Fig. 13. Kallima paralecta, from India;
showing the right under surface in the
resting pose. K, head. Lt, palps. B, limbs.
V, fore wing. H, hind wing. St, 'tail' of the
latter, representing the stalk of the leaf.
gl1 and gl2, transparent spots, Aufl, remains
of 'eye-spots.' Sch, a 'mould'-spot.
So much, at least, is certain, that in all these cases of the artificial alteration of individual characters the germ-plasm is in some way changed, but always in such a way that it differs from that of the ancestral form through such variations alone, and the effect of these is that only the altered parts are influenced thereby, and not the whole organism. This again is but another way of saying that only the determinants of these parts have altered.

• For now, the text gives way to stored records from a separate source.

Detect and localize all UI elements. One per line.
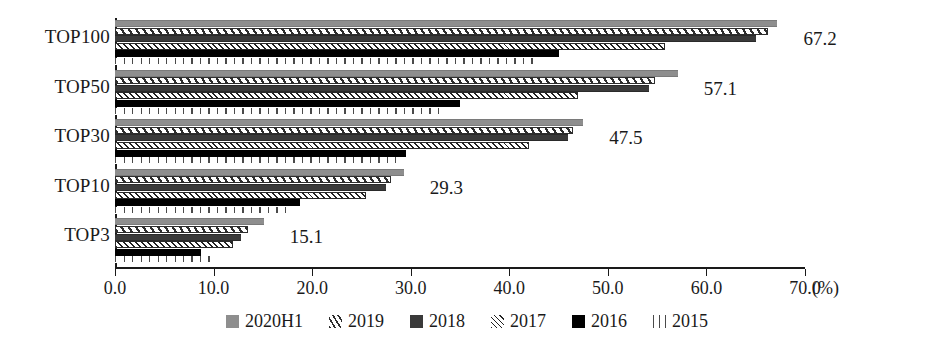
bar-top3-2017 xyxy=(115,241,233,248)
category-label-top10: TOP10 xyxy=(2,175,110,197)
x-tick xyxy=(509,269,510,276)
x-tick-label: 60.0 xyxy=(691,278,723,299)
bar-top3-2016 xyxy=(115,249,201,256)
legend: 2020H120192018201720162015 xyxy=(0,312,934,330)
x-tick xyxy=(115,269,116,276)
x-tick xyxy=(312,269,313,276)
bar-top100-2016 xyxy=(115,50,559,57)
bar-top30-2019 xyxy=(115,127,573,134)
bar-top50-2017 xyxy=(115,92,578,99)
legend-label: 2016 xyxy=(591,312,627,330)
bar-top3-2020h1 xyxy=(115,218,264,225)
bar-top10-2017 xyxy=(115,192,366,199)
category-label-top3: TOP3 xyxy=(2,224,110,246)
bar-top30-2017 xyxy=(115,142,529,149)
legend-label: 2020H1 xyxy=(245,312,303,330)
category-label-top100: TOP100 xyxy=(2,26,110,48)
legend-item-2015[interactable]: 2015 xyxy=(653,312,708,330)
bar-top10-2020h1 xyxy=(115,169,404,176)
bar-top10-2018 xyxy=(115,184,386,191)
x-tick-label: 50.0 xyxy=(592,278,624,299)
x-tick xyxy=(411,269,412,276)
legend-item-2018[interactable]: 2018 xyxy=(410,312,465,330)
bar-top10-2016 xyxy=(115,199,300,206)
bar-top100-2015 xyxy=(115,58,539,65)
bar-top100-2020h1 xyxy=(115,20,777,27)
category-label-group: TOP100TOP50TOP30TOP10TOP3 xyxy=(0,18,110,268)
x-tick xyxy=(706,269,707,276)
bar-chart: TOP100TOP50TOP30TOP10TOP3 67.257.147.529… xyxy=(0,0,934,350)
bar-group xyxy=(115,119,805,169)
data-label-top100: 67.2 xyxy=(803,28,836,50)
bar-top30-2016 xyxy=(115,150,406,157)
data-label-top30: 47.5 xyxy=(609,127,642,149)
bar-group xyxy=(115,20,805,70)
swatch-2020h1-icon xyxy=(226,315,239,328)
x-tick xyxy=(608,269,609,276)
bar-top50-2015 xyxy=(115,108,445,115)
category-label-top30: TOP30 xyxy=(2,125,110,147)
swatch-2015-icon xyxy=(653,315,666,328)
legend-item-2017[interactable]: 2017 xyxy=(491,312,546,330)
swatch-2019-icon xyxy=(329,315,342,328)
bar-top100-2017 xyxy=(115,43,665,50)
x-tick-label: 0.0 xyxy=(104,278,127,299)
bar-top3-2015 xyxy=(115,256,217,263)
swatch-2016-icon xyxy=(572,315,585,328)
legend-label: 2017 xyxy=(510,312,546,330)
bar-top10-2015 xyxy=(115,207,292,214)
data-label-top50: 57.1 xyxy=(704,78,737,100)
swatch-2018-icon xyxy=(410,315,423,328)
x-tick-label: 30.0 xyxy=(395,278,427,299)
bar-top30-2020h1 xyxy=(115,119,583,126)
swatch-2017-icon xyxy=(491,315,504,328)
bar-top50-2016 xyxy=(115,100,460,107)
bar-top30-2018 xyxy=(115,134,568,141)
bar-top100-2019 xyxy=(115,28,768,35)
x-axis-unit-label: (%) xyxy=(812,278,839,299)
x-tick-label: 40.0 xyxy=(494,278,526,299)
x-tick xyxy=(214,269,215,276)
x-axis-ticks: 0.010.020.030.040.050.060.070.0 xyxy=(115,269,815,309)
data-label-top3: 15.1 xyxy=(290,226,323,248)
bar-top50-2020h1 xyxy=(115,70,678,77)
bar-top100-2018 xyxy=(115,35,756,42)
bar-top3-2018 xyxy=(115,234,241,241)
bar-top30-2015 xyxy=(115,157,396,164)
bar-group xyxy=(115,218,805,268)
data-label-top10: 29.3 xyxy=(430,177,463,199)
bar-top3-2019 xyxy=(115,226,248,233)
legend-label: 2018 xyxy=(429,312,465,330)
bar-top10-2019 xyxy=(115,176,391,183)
category-label-top50: TOP50 xyxy=(2,76,110,98)
legend-label: 2019 xyxy=(348,312,384,330)
legend-item-2020h1[interactable]: 2020H1 xyxy=(226,312,303,330)
x-tick-label: 20.0 xyxy=(296,278,328,299)
x-tick xyxy=(805,269,806,276)
plot-area: 67.257.147.529.315.1 xyxy=(115,18,805,266)
legend-label: 2015 xyxy=(672,312,708,330)
bar-group xyxy=(115,70,805,120)
bar-top50-2018 xyxy=(115,85,649,92)
x-tick-label: 10.0 xyxy=(198,278,230,299)
legend-item-2016[interactable]: 2016 xyxy=(572,312,627,330)
bar-top50-2019 xyxy=(115,77,655,84)
legend-item-2019[interactable]: 2019 xyxy=(329,312,384,330)
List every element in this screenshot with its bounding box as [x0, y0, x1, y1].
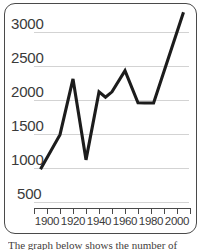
x-axis-tick: [177, 208, 178, 214]
x-axis-tick-label: 1960: [113, 215, 137, 227]
chart-figure: 30002500200015001000500 1900192019401960…: [0, 0, 203, 250]
x-axis-tick: [86, 208, 87, 214]
x-axis-tick-label: 1920: [61, 215, 85, 227]
x-axis-tick: [125, 208, 126, 214]
data-series-line: [5, 4, 198, 235]
x-axis-tick-label: 1980: [139, 215, 163, 227]
plot-area: 30002500200015001000500 1900192019401960…: [5, 4, 198, 235]
x-axis-tick: [34, 208, 35, 214]
x-axis-tick: [164, 208, 165, 214]
figure-caption: The graph below shows the number of: [8, 239, 198, 250]
x-axis-tick: [138, 208, 139, 214]
x-axis-tick: [112, 208, 113, 214]
x-axis-tick: [60, 208, 61, 214]
x-axis-tick: [190, 208, 191, 214]
series-1-polyline: [41, 12, 184, 169]
x-axis-tick-label: 1900: [35, 215, 59, 227]
x-axis-tick: [73, 208, 74, 214]
x-axis-tick-label: 1940: [87, 215, 111, 227]
x-axis-tick: [151, 208, 152, 214]
chart-panel: 30002500200015001000500 1900192019401960…: [4, 3, 197, 234]
x-axis-tick: [47, 208, 48, 214]
x-axis-tick-label: 2000: [165, 215, 189, 227]
x-axis-tick: [99, 208, 100, 214]
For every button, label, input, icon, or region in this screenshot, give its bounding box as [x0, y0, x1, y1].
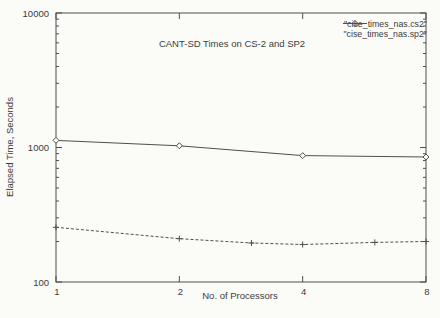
series-0-point-4	[300, 153, 306, 159]
x-tick-label-1: 1	[54, 286, 59, 297]
series-line-0	[56, 140, 426, 157]
x-axis-label: No. of Processors	[120, 290, 360, 301]
chart-figure: 1248100100010000 CANT-SD Times on CS-2 a…	[0, 0, 440, 318]
series-1-point-3	[248, 240, 254, 246]
y-axis-label: Elapsed Time, Seconds	[4, 77, 16, 217]
legend-sample-dashed-plus-icon	[343, 19, 367, 28]
series-1-point-4	[300, 242, 306, 248]
series-0-point-2	[176, 143, 182, 149]
series-0-point-8	[423, 154, 429, 160]
y-tick-label-10000: 10000	[23, 8, 49, 19]
series-line-1	[56, 227, 426, 244]
legend-entry-sp2: "cise_times_nas.sp2"	[343, 29, 427, 38]
series-1-point-6	[372, 239, 378, 245]
x-tick-label-8: 8	[424, 286, 429, 297]
legend: "cise_times_nas.cs2" "cise_times_nas.sp2…	[343, 19, 427, 38]
series-1-point-8	[423, 239, 429, 245]
series-1-point-1	[53, 224, 59, 230]
series-0-point-1	[53, 137, 59, 143]
chart-title: CANT-SD Times on CS-2 and SP2	[82, 38, 382, 49]
y-tick-label-100: 100	[33, 277, 49, 288]
legend-label-sp2: "cise_times_nas.sp2"	[343, 29, 427, 39]
axes-box	[56, 13, 426, 282]
series-1-point-2	[176, 236, 182, 242]
y-tick-label-1000: 1000	[28, 142, 49, 153]
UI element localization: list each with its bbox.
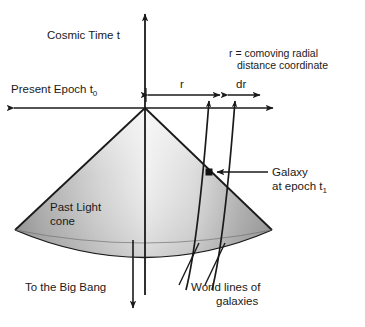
galaxy-label-line1: Galaxy — [272, 166, 308, 178]
world-lines-label-line1: World lines of — [191, 281, 261, 293]
galaxy-marker — [206, 169, 213, 176]
past-light-cone-label-line1: Past Light — [50, 201, 102, 213]
comoving-caption-line1: r = comoving radial — [229, 47, 318, 59]
spacetime-diagram-figure: Cosmic Time t Present Epoch t0 r = comov… — [0, 0, 365, 327]
galaxy-epoch-text: at epoch t — [272, 180, 323, 192]
present-epoch-text: Present Epoch t — [11, 83, 94, 95]
cosmic-time-label: Cosmic Time t — [47, 29, 121, 41]
present-epoch-label: Present Epoch t0 — [11, 83, 98, 98]
r-measure-label: r — [180, 78, 184, 90]
world-lines-label-line2: galaxies — [216, 295, 258, 307]
r-measure-bar — [146, 88, 220, 102]
present-epoch-subscript: 0 — [93, 89, 98, 98]
comoving-caption-line2: distance coordinate — [237, 59, 328, 71]
dr-measure-label: dr — [236, 78, 246, 90]
past-light-cone-label-line2: cone — [50, 215, 75, 227]
galaxy-label-line2: at epoch t1 — [272, 180, 328, 195]
galaxy-epoch-subscript: 1 — [323, 186, 328, 195]
diagram-canvas: Cosmic Time t Present Epoch t0 r = comov… — [0, 0, 365, 327]
big-bang-label: To the Big Bang — [25, 281, 106, 293]
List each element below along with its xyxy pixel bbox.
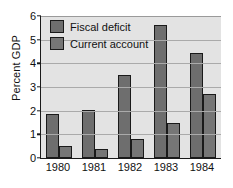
gridline <box>41 87 221 88</box>
bar <box>131 139 144 158</box>
x-axis-tick-labels: 19801981198219831984 <box>40 161 220 173</box>
y-axis-tick-mark <box>37 86 41 87</box>
bar <box>59 146 72 158</box>
legend-item: Fiscal deficit <box>50 20 148 33</box>
x-axis-tick-label: 1982 <box>112 161 148 173</box>
bar <box>167 123 180 159</box>
y-axis-tick-mark <box>37 39 41 40</box>
y-axis-tick-mark <box>37 110 41 111</box>
legend-label: Fiscal deficit <box>70 21 131 33</box>
y-axis-tick-mark <box>37 15 41 16</box>
gridline <box>41 111 221 112</box>
gridline <box>41 63 221 64</box>
y-axis-title: Percent GDP <box>10 20 22 116</box>
bar <box>190 53 203 158</box>
bar-chart-figure: Percent GDP 0123456 19801981198219831984… <box>0 0 233 188</box>
chart-legend: Fiscal deficitCurrent account <box>50 20 148 50</box>
bar <box>46 114 59 158</box>
legend-swatch-icon <box>50 20 64 33</box>
y-axis-tick-mark <box>37 134 41 135</box>
legend-item: Current account <box>50 37 148 50</box>
x-axis-tick-label: 1984 <box>184 161 220 173</box>
y-axis-tick-mark <box>37 63 41 64</box>
legend-swatch-icon <box>50 37 64 50</box>
x-axis-tick-label: 1980 <box>40 161 76 173</box>
gridline <box>41 134 221 135</box>
x-axis-tick-label: 1983 <box>148 161 184 173</box>
bar <box>95 149 108 158</box>
legend-label: Current account <box>70 38 148 50</box>
x-axis-tick-label: 1981 <box>76 161 112 173</box>
bar <box>154 25 167 158</box>
y-axis-tick-mark <box>37 157 41 158</box>
bar <box>203 94 216 158</box>
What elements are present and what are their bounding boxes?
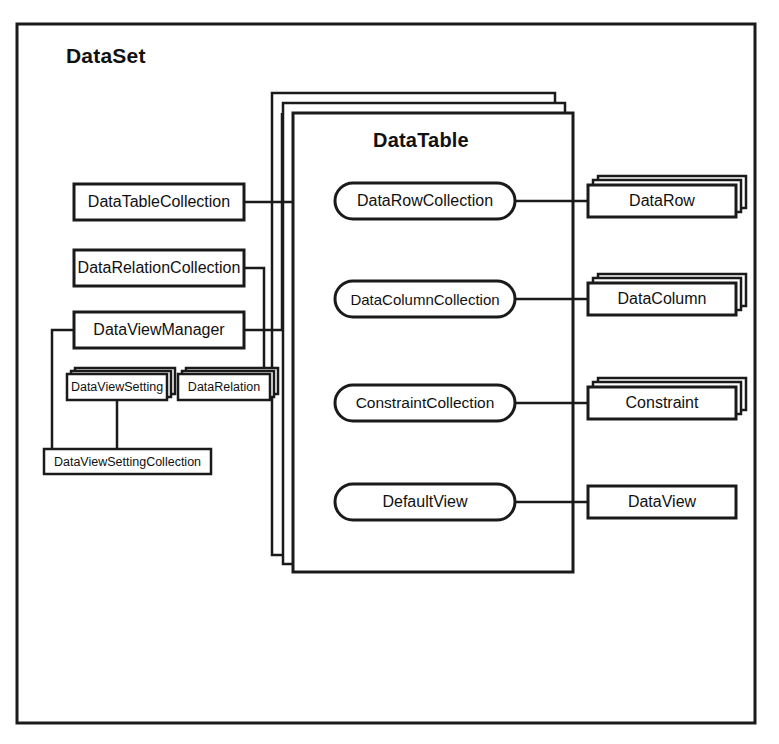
node-dataviewsetting[interactable] (67, 374, 167, 400)
node-datacolumn[interactable] (588, 283, 736, 315)
node-defaultview[interactable] (335, 484, 515, 520)
node-datarow[interactable] (588, 185, 736, 217)
node-dataview[interactable] (588, 486, 736, 518)
node-datacolumncollection[interactable] (335, 281, 515, 317)
node-datatablecollection[interactable] (74, 184, 244, 220)
node-datarowcollection[interactable] (335, 183, 515, 219)
node-constraintcollection[interactable] (335, 385, 515, 421)
container-title-datatable: DataTable (373, 129, 469, 152)
node-datarelationcollection[interactable] (74, 250, 244, 286)
container-title-dataset: DataSet (66, 44, 146, 68)
node-dataviewmanager[interactable] (74, 312, 244, 348)
diagram-svg (0, 0, 779, 744)
node-constraint[interactable] (588, 387, 736, 419)
node-dataviewsettingcollection[interactable] (44, 449, 211, 474)
node-datarelation[interactable] (178, 374, 270, 400)
diagram-canvas: DataSet DataTable DataTableCollection Da… (0, 0, 779, 744)
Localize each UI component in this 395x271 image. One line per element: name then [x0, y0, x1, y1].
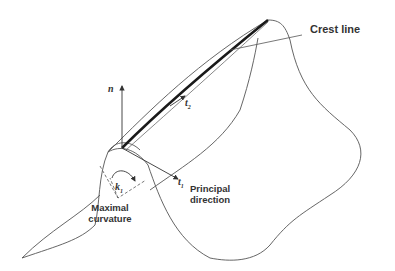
crest-parallel-line [126, 22, 268, 150]
surface-drawing [0, 0, 395, 271]
principal-direction-label: Principal direction [190, 183, 230, 205]
crest-line-diagram: Crest line n t2 t1 k1 Principal directio… [0, 0, 395, 271]
maximal-curvature-label: Maximal curvature [80, 202, 140, 224]
principal-vector-label: t1 [178, 176, 184, 189]
curvature-arc-arrow [112, 171, 135, 181]
maximal-curvature-line1: Maximal [80, 202, 140, 213]
normal-vector-symbol: n [108, 83, 114, 94]
principal-vector-subscript: 1 [181, 183, 184, 189]
curvature-symbol-label: k1 [115, 181, 123, 194]
tangent-vector-subscript: 2 [188, 104, 191, 110]
normal-vector-label: n [108, 83, 114, 94]
principal-direction-line2: direction [190, 194, 230, 205]
crest-line [122, 20, 268, 148]
principal-direction-line1: Principal [190, 183, 230, 194]
tangent-vector-label: t2 [185, 97, 191, 110]
maximal-curvature-line2: curvature [80, 213, 140, 224]
curvature-subscript: 1 [120, 188, 123, 194]
surface-outline [22, 20, 361, 260]
crest-line-label: Crest line [310, 24, 360, 35]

We can see from a thousand cases that exactly the same happens in a state of nature, that there, too, one part changes after another, until the highest possible degree of adaptation to the conditions has been attained. In the mimetic resemblance to leaves exhibited among butterflies this is most clearly seen, for here we are familiar with the model—the leaf—and we see how one species approximates to it in a general way only in the total colour, how others develop a brown stripe crossing the posterior wing obliquely, so that, to a certain extent, it resembles the midrib of a leaf, how in a third species this stripe is continued for some distance forward across the anterior wing, in a fourth it goes a little further, until, finally, in a fifth, it is continued on to the tip of the anterior wing. This may be seen, for instance, in the genus Anæa, which is rich in species. But even then a still further increase of the resemblance is possible, for, as is well known, there are not infrequently imitations of the lateral veins of the leaf as well, or dark spots which faithfully reproduce the mould-spot on a damp, decaying leaf, or colourless transparent spots which probably simulate dewdrops, and so on. All these are variations relating to individual and distinct groups of wing-scales, which have varied transmissibly and independently, that is, each of them has been produced by a variation in the germ-plasm, which brought about a change in this particular area of the body and in no other.